Photo of Pepe taken at the Big Draw 2007 at the World Financial Center, part of the River To River Festival, September 8, 2007, in New York City.
“I have a junk drawer-mentality,” she says. “I’m a bricoleur, a child of Duchamp.” Using materials readily at hand has a way of flattening out histories, she says. It brings more people together at the table and allows room for fresh discussions of identity and class politics. There are personal as well as popular narratives interwoven with Pepe’s materials: her use of readymade shoelaces recalls her grandfather’s craft; the crocheted yarn conjures memories of her mom and maternal grandmother. With her monumental, handmade installations, Pepe also painstakingly re-weaves narratives of modernism, contemporary art, craft, feminism, industry, and institutional power—queering the spaces her work inhabits, un-domesticating domestic materials and labor.

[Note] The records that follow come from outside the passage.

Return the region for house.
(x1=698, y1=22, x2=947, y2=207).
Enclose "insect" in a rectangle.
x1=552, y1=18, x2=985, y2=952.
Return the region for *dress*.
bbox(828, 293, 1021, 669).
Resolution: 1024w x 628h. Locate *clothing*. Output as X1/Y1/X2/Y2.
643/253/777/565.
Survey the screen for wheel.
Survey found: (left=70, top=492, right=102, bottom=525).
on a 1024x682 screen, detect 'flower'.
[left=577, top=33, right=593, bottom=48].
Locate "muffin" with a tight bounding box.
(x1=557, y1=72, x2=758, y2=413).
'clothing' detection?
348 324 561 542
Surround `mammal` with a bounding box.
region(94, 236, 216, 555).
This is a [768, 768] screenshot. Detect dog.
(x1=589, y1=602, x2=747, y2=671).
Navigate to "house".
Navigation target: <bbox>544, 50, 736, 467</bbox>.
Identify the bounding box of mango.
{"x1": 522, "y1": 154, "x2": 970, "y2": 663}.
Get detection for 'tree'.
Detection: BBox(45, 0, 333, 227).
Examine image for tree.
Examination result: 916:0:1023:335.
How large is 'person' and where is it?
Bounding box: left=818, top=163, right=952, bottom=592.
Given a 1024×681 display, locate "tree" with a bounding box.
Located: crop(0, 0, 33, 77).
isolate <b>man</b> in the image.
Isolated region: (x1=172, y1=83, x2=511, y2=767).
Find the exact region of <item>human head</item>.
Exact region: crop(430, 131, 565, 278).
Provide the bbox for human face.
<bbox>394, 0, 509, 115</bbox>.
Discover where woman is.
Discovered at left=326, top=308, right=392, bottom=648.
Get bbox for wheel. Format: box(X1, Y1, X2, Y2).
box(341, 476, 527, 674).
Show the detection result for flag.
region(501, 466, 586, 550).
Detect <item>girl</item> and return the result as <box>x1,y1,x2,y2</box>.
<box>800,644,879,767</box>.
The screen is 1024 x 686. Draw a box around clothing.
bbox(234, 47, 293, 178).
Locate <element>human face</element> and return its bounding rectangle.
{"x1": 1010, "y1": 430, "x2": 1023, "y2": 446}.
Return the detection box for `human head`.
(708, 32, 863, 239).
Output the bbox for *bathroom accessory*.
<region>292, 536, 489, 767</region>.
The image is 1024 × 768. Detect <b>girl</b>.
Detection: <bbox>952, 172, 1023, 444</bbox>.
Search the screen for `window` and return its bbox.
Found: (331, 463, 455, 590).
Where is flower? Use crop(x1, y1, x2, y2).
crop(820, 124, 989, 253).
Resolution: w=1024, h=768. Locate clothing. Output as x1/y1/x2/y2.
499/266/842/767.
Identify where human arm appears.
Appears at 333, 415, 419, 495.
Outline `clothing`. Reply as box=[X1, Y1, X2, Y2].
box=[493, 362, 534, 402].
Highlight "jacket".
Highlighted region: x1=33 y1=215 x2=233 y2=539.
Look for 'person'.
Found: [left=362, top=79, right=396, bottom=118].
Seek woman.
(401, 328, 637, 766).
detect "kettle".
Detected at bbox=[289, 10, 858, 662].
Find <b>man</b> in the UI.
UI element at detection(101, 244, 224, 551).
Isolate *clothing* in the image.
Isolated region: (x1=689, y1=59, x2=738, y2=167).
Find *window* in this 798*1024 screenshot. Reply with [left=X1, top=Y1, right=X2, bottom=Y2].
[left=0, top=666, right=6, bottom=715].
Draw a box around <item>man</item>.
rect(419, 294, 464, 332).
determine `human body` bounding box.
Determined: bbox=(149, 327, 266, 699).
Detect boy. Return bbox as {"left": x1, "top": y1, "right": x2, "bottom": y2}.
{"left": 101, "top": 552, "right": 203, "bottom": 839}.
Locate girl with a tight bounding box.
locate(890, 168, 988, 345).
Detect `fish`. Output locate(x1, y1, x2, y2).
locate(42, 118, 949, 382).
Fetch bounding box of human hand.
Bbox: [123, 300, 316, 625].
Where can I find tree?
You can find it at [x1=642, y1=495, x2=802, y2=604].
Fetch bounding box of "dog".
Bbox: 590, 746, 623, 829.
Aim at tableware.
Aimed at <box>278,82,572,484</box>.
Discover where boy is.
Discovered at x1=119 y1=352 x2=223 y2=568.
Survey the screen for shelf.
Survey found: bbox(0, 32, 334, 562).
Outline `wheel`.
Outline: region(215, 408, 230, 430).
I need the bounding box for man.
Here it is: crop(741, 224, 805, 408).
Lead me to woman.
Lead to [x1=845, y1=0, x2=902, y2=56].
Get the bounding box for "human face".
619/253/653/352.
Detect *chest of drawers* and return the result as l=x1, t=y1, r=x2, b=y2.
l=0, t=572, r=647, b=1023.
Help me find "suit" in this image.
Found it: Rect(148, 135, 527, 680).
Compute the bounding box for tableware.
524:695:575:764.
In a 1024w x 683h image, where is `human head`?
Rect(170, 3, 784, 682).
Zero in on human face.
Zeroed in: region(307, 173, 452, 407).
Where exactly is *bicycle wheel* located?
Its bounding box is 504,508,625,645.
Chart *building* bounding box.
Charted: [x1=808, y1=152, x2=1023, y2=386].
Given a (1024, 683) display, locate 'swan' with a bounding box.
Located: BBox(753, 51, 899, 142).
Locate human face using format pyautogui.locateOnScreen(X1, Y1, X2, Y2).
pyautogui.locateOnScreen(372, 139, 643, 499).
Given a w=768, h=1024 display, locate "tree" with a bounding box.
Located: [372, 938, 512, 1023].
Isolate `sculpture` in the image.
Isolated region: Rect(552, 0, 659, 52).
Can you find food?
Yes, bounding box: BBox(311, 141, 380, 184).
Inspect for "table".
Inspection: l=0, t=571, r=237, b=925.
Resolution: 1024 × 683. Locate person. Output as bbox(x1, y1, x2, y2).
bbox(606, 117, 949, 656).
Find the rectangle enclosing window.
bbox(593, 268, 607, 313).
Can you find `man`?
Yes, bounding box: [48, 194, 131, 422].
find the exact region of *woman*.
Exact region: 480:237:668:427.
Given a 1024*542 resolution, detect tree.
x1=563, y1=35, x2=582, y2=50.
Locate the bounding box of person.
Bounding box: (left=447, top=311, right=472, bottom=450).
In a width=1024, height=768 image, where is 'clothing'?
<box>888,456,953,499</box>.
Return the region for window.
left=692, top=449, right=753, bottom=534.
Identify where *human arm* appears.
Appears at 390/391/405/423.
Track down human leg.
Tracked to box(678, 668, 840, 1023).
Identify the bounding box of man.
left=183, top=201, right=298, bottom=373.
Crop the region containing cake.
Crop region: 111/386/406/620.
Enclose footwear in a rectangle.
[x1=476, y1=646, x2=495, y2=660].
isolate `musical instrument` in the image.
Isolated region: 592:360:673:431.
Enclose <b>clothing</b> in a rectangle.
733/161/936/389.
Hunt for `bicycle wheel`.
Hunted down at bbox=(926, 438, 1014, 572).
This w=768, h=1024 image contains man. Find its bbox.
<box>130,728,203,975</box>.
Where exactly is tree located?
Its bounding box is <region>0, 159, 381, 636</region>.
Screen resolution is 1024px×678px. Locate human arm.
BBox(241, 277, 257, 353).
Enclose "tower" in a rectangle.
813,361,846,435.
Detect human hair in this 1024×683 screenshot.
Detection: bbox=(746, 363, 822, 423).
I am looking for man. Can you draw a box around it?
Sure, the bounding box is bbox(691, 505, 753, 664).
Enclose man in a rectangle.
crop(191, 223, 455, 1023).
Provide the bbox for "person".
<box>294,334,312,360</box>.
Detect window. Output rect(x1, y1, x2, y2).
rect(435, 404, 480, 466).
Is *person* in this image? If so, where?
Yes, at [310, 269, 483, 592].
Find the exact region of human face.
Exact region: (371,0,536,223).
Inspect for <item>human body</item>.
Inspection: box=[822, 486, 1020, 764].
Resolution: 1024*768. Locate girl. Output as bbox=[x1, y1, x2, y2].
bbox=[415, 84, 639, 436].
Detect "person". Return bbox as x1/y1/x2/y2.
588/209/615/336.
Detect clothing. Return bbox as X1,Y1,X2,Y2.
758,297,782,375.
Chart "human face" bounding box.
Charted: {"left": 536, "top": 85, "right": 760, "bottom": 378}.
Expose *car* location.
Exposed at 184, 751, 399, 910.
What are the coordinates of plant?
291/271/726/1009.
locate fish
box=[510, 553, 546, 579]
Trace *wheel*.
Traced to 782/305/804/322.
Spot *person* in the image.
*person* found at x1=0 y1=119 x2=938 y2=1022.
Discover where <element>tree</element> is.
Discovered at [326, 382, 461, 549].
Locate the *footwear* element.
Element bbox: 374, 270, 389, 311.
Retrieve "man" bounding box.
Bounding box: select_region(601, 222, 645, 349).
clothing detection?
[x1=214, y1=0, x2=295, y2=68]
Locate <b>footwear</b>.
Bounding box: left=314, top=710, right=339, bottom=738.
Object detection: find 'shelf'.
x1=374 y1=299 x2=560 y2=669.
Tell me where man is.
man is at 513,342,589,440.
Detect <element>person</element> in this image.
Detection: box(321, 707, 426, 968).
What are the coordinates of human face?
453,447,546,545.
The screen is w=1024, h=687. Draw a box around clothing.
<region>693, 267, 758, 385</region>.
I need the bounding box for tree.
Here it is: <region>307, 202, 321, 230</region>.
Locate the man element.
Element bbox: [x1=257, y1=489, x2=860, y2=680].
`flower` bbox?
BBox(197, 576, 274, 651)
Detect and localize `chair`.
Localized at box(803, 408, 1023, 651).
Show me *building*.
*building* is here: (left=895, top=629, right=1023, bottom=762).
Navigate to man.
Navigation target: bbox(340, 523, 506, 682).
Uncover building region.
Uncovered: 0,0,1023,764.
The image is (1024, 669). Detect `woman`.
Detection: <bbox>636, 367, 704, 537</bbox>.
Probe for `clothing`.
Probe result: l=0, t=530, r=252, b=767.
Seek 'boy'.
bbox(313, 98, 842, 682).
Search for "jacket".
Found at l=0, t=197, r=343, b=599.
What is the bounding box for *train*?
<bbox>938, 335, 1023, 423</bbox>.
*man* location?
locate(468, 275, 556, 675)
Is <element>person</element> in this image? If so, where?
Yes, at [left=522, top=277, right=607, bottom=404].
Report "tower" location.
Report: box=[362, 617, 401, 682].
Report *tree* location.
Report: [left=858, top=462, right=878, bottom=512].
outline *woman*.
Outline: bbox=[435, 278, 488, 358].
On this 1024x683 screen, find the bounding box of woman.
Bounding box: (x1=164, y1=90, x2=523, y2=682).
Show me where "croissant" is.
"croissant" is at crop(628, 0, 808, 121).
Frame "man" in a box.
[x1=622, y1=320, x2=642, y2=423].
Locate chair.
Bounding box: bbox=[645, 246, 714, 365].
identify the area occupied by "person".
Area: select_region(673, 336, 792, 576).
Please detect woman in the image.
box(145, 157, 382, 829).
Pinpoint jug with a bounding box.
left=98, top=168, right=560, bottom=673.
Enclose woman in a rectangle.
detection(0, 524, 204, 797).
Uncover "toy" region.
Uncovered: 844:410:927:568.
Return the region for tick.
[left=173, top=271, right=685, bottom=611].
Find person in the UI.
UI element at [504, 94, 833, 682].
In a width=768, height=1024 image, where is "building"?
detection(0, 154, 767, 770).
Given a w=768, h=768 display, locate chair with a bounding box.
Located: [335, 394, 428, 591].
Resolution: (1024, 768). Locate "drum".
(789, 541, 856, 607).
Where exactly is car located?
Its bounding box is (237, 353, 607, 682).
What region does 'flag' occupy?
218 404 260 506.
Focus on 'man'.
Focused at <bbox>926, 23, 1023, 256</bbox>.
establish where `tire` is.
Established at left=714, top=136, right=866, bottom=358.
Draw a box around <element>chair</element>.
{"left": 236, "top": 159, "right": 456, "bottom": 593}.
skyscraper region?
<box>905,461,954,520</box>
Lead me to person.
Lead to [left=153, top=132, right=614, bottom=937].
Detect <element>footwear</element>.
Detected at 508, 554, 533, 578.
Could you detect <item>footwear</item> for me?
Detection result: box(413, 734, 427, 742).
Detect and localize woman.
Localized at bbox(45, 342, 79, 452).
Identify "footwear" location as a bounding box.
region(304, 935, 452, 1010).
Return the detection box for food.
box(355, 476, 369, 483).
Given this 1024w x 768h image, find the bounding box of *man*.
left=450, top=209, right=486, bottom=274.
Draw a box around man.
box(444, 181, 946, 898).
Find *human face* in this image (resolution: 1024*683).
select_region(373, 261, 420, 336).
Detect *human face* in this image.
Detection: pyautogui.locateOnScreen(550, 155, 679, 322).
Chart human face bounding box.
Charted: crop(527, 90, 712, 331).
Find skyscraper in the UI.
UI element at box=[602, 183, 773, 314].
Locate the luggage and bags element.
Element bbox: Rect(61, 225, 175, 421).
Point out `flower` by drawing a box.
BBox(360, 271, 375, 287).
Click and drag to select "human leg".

The making process, Pepe says, happens for her in the body first. “I think abstractly and try to translate that to the tangible world.” She goes on, “But when I’m making a piece, the decision-making happens in my hands: it’s all motor memory, hand skills. For me, there’s a connection between pure thinking and moving, getting out of my head, and being mindful in the moment. I’m drawing with the gesture first.”
Pepe is an omnivorous nonfiction reader and student of history. “I listen to lots of books, actually; I’m a slow reader otherwise.” (“Have you seen those animated history maps by Ollie Bye on YouTube?” she asks. “I love those.”) That keen sense of place, people, and time is woven throughout her installations. Her site-specific, crocheted drawings and layered webs of string and rope are rejoinders to the brick-and-mortar architectural features which surround them.
It’s not intuition that drives the “tactile, visual, spatial speech” of her work, she says. Rather, it’s a kind of “intelligence happening in the brain and body that doesn’t go through words.” Spoken or not, the language Pepe creates through thread and string has volumes to communicate.

Sheila Pepe, Mind the Gap, 2005. Shoelaces, nautical towline, and paint, 8 x 10 x 60 feet. Installed at University Gallery, University of Massachusetts, Amherst. Photo: D.J. Harris
About the artist: Sheila Pepe has received a number of awards and has exhibited widely throughout the United States and abroad in solo and group exhibitions at venues including the PS1/MoMA, the Leslie Lohman Museum of Lesbian and Gay Art in New York, and the 8th Shenzhen Sculpture Biennale. Her mid-career retrospective, Hot Mess Formalism, was organized and debuted at the Phoenix Art Museum earlier this year. That exhibition is now on view at Everson Museum of Art (Syracuse, NY) and will subsequently travel to Bemis Center for Contemporary Arts (Omaha, NE) and deCordova Sculpture Park and Museum (Lincoln, MA). Pepe will also premiere a commissioned installation, Softly…before the Supreme Court, “a crafted case in celebration of Cass Gilbert’s Endicott building,” in the Minnesota Museum of American Art’s new sculpture court when the museum opens in late 2018.